My reading in 2025 has got off to a good start, with nine books finished and a total of 2,460 pages read. Of those books, one was both non-fiction and an audiobook, two were roleplaying games and the balance novels.
The non-fiction book was Gina Martin's "No Offence but..." which would probably get me frowned at by the current US administration. It explores common phrases and how they can impact on people who aren't from the UK's dominant white (and male) culture. I learned a lot and loved the way that this was presented; Gina Martin alternatives with other writers as they go through the audiobook, so it reflects a diverse set of voices. Definitely worth the time.
The roleplaying books were "The Lost Caravan" which is a road trip set after an alien invasion. I liked this, but it's very much a one-shot campaign, albeit one that would probably play out differently every time you run it. Starting from a variety of locations, your caravan crosses from one side of the USA to another and becomes increasingly involved with the events of the invasion. Not sure that I will run this but definitely don't regret the impulse purchase. I must read Fria Ligan's "Electric State" and compare the feel of that to this.
I also read "Tokyo: Otherscape". Gorgeously illustrated, well written and evocative, it didn't quite land for me. I'd hoped it would make me super-excited about this setting from the publishers of City of Mist, but although there were a couple of moments where I though 'Oh that's interesting" it didn't give me the GM tingles. It's a shame in some ways as the way the City of Mist Engine has been built, this looks like really well built system for any cyberpunk type game. Perhaps running this at Revelation in February will change my mind a little.
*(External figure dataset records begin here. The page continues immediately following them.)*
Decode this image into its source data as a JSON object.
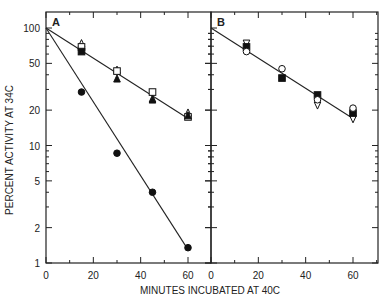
{
  "chart_data": {
    "type": "scatter",
    "title": "",
    "xlabel": "MINUTES INCUBATED AT 40C",
    "ylabel": "PERCENT ACTIVITY AT 34C",
    "yscale": "log",
    "ylim": [
      1,
      100
    ],
    "xlim": [
      0,
      70
    ],
    "grid": false,
    "yticks": [
      1,
      2,
      5,
      10,
      20,
      50,
      100
    ],
    "ytick_labels": [
      "1",
      "2",
      "5",
      "10",
      "20",
      "50",
      "100"
    ],
    "xticks": [
      0,
      20,
      40,
      60
    ],
    "xtick_labels": [
      "0",
      "20",
      "40",
      "60"
    ],
    "panels": [
      {
        "label": "A",
        "series": [
          {
            "name": "open triangle",
            "marker": "triangle-up-open",
            "x": [
              0,
              15,
              30,
              45,
              60
            ],
            "y": [
              100,
              74,
              44,
              25,
              19
            ]
          },
          {
            "name": "open square",
            "marker": "square-open",
            "x": [
              0,
              15,
              30,
              45,
              60
            ],
            "y": [
              100,
              69,
              43,
              28.5,
              17.5
            ]
          },
          {
            "name": "filled square",
            "marker": "square-filled",
            "x": [
              0,
              15
            ],
            "y": [
              100,
              63
            ]
          },
          {
            "name": "filled triangle",
            "marker": "triangle-up-filled",
            "x": [
              0,
              30,
              45,
              60
            ],
            "y": [
              100,
              37,
              24.5,
              18
            ]
          },
          {
            "name": "filled circle",
            "marker": "circle-filled",
            "x": [
              0,
              15,
              30,
              45,
              60
            ],
            "y": [
              100,
              28.5,
              8.6,
              4,
              1.35
            ]
          }
        ],
        "fit_lines": [
          {
            "from": [
              0,
              100
            ],
            "to": [
              60,
              17
            ]
          },
          {
            "from": [
              0,
              100
            ],
            "to": [
              60,
              1.3
            ]
          }
        ]
      },
      {
        "label": "B",
        "series": [
          {
            "name": "open inverted triangle",
            "marker": "triangle-down-open",
            "x": [
              0,
              15,
              45,
              60
            ],
            "y": [
              100,
              74,
              22,
              16.8
            ]
          },
          {
            "name": "filled square",
            "marker": "square-filled",
            "x": [
              0,
              15,
              30,
              45,
              60
            ],
            "y": [
              100,
              69,
              37.5,
              26.9,
              18.9
            ]
          },
          {
            "name": "open circle",
            "marker": "circle-open",
            "x": [
              0,
              15,
              30,
              45,
              60
            ],
            "y": [
              100,
              63,
              45,
              24.5,
              20.8
            ]
          }
        ],
        "fit_lines": [
          {
            "from": [
              0,
              100
            ],
            "to": [
              60,
              17
            ]
          }
        ]
      }
    ]
  }
}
Non-fiction was varied. My favourite two books for the month were Charles Stross' "A Conventional Boy" and Derek B. Miller's "Radio Life".
The Stross delightful mixes the early 1980s Satanic Panic over roleplaying games with a geek's first game convention and twisted cults in the Laundry universe. Miller's book is a post-apocalyptic tale in a future were humanity has collapsed back from a technological high. It reminded me a little of the Legacy: Life Amongst the Ruins roleplaying game in flavour and was extremely well written. Loved the thread of hope for the future in this story. I do like Miller's turn of phrase and all his books so far have drawn me in.
"Norwegian by Night" is another novel by the same author which I also read. In this one, a former US Marine is living with his grand-daughter in Norway, when he witnesses a killing and ends up trying to protect a small child. The protagonist perhaps has the early signs of dementia, or perhaps it's the weight of the years that he has lived. I enjoyed this and it was quite different.
"Galveston" is by the show-writer for the first season of True Detective and it shows. There's that intimate feel of the south of the USA. The main character is a flawed career criminal who faces a set up that puts his life in danger. Overall, a good book even if I never liked the protagonist.
"Good Girls Don't Die" was a return to Christina Henry. It's a twisty tale of three women who find their lives threatened when they end up somewhere they don't expect to be. Their stories intersect and come to a fast but effective conclusion.
Finally, I read Sarah Penner's "The Conjurer's Wife" which was a short novella about the wife of a Conjurer (no surprise there). They are performing in 1820s Venice, in a show that seems to have real magic. Olivia is his assistant and wife, but a secret from their past is about to be revealed. Enjoyable, even if I did half-guess what the reveal would be.